FDA approves Pfizer COVID-19 vaccine

Alex Hopper, News Editor

The Food and Drug Administration (FDA) approved the first COVID-19 vaccine, marking a key achievement for public health amid a global pandemic.

The Pfizer-BioNtech vaccine, now marketed as Comirnaty, will continue to be used for emergency use authorization for people 16 and older and administered as a third dose in certain immunocompromised individuals.

“As the first FDA-approved COVID-19 vaccine, the public can be very confident that this vaccine meets the high standards for safety, effectiveness, and manufacturing quality [of the FDA],” The agency said in the approval statement.

The agency reports a 91% effectiveness in preventing the COVID-19 disease.

Out of more than 170 million people in the United States that are fully vaccinated against COVID-19, more than 92 million have received the Pfizer vaccine.

FDA Acting Commissioner, Janet Woodcock, says she hopes that the full approval of the vaccine will push more unvaccinated people to get vaccinated.

Additionally, the new approval could lead to vaccine mandates being implemented as the FDA has now publicly diminished any proposed threat.

“For businesses and universities that have been thinking about putting vaccine requirements in place in order to create safer spaces for people to work and learn, I think that this move from the FDA will help them to move forward,” US Surgeon General Vivek Murthy said.

Initially, due to the severity of the COVID-19 pandemic, the FDA, opted to approve Pfizer, along with the Moderna and Johnson and Johnson one-shot vaccine, for emergency use. The emergency authorization process takes far less time than full approval.

Peter Marks, director of the FDA’s Center for Biologics Evaluation and Research, reports that it has been 97 days since Pfizer completed the rolling submission of its approval license, which means the FDA completed the approval process “in about 40 percent” of the time it would take for an approval submission.

To grant full approval, the FDA looked at real world data from the hundreds of million people globally that have received the Pfizer vaccine as well as inspecting the facilities where the vaccine is manufactured.

More than half of the clinical trial participants were followed for safety outcomes for at least four months after receiving their second dose. By the end of the trials over 12,000 recipients were followed for at least six months.

Common side effects were reported- pain at injection site, fatigue, muscle or joint pain, chills, and fever – however there is a measurable effectiveness in preventing serious hospitalization and death.

There are already measured effects from the approval. Several large companies – such as United Airlines, Disney, Walmart, Microsoft, Google and Facebook- have already announced plans to require vaccination.

Secretary of Defense, Lloyd Austin, announced the Pentagon plans to make vaccination mandatory for all active duty members of the US military by September.

Staff and students may also see changes in mandates from their school districts. In July, an Ohio law was signed regulating that no state or public institution of education can require an individual to receive a vaccine that FDA has not approved.

However, childhood vaccines that have been approved by the FDA are required in school districts across all 50 states. After the approval,  a COVID-19 vaccine could be added to that list.

Moderna and Johnson and Johnson are also working on approval trials and expanding their administration to younger children.

The FDA approval of this vaccine could mark a major change in COVID-19 protocols and case numbers.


### [PROMPT]
Please go line by line through the material and copy each one containing the word "Gestão".

### [EXTRACTED DATA]

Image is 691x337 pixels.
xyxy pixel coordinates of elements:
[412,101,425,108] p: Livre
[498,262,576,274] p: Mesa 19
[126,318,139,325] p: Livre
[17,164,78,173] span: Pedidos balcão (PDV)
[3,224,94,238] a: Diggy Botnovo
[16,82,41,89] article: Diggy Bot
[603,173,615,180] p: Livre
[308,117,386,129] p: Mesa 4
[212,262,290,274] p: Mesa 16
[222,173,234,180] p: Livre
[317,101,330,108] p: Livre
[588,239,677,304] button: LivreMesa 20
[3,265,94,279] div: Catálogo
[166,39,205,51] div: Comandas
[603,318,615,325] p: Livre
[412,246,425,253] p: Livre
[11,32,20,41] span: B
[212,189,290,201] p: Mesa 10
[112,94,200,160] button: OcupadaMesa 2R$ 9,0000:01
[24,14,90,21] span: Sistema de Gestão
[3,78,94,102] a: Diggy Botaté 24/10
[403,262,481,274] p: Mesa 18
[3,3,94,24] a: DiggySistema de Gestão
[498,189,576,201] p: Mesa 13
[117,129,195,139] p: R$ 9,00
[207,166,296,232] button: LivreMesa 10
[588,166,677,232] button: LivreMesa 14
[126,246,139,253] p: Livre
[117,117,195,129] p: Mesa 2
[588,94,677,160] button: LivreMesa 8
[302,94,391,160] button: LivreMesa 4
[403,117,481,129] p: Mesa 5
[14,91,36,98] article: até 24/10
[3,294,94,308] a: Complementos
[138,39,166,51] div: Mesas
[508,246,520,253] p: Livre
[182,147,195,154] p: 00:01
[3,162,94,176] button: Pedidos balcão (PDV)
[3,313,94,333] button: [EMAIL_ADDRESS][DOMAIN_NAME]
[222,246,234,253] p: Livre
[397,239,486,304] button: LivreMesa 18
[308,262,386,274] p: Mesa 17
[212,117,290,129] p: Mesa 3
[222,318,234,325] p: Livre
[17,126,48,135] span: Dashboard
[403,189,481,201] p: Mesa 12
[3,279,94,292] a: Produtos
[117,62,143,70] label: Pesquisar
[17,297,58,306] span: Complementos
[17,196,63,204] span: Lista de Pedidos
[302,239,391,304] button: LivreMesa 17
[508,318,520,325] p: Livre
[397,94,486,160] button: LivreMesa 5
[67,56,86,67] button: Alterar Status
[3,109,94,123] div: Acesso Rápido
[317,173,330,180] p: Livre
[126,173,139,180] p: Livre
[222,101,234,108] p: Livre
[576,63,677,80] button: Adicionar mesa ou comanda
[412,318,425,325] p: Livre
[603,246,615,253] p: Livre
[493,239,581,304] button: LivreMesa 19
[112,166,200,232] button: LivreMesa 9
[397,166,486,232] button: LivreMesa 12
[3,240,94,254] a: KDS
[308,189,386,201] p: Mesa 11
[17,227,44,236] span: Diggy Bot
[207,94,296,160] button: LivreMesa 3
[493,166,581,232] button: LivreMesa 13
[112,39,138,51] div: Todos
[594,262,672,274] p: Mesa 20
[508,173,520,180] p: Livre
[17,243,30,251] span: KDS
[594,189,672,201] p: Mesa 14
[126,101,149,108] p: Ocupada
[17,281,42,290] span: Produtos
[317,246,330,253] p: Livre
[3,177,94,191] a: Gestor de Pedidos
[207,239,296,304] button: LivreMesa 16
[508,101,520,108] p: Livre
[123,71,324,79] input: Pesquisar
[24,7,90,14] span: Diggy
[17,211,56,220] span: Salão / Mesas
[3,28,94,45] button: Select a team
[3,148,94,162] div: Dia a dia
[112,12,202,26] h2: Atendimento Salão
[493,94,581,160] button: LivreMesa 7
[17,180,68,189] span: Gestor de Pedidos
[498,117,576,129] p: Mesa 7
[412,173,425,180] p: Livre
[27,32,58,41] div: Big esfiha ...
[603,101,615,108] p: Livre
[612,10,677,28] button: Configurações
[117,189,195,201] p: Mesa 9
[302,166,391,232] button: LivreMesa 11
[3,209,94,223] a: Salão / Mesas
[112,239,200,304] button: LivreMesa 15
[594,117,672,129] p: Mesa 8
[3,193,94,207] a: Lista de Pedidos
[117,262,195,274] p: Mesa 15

### [EXERCISE SOLUTION]
[24,14,90,21] span: Sistema de Gestão
[3,3,94,24] a: DiggySistema de Gestão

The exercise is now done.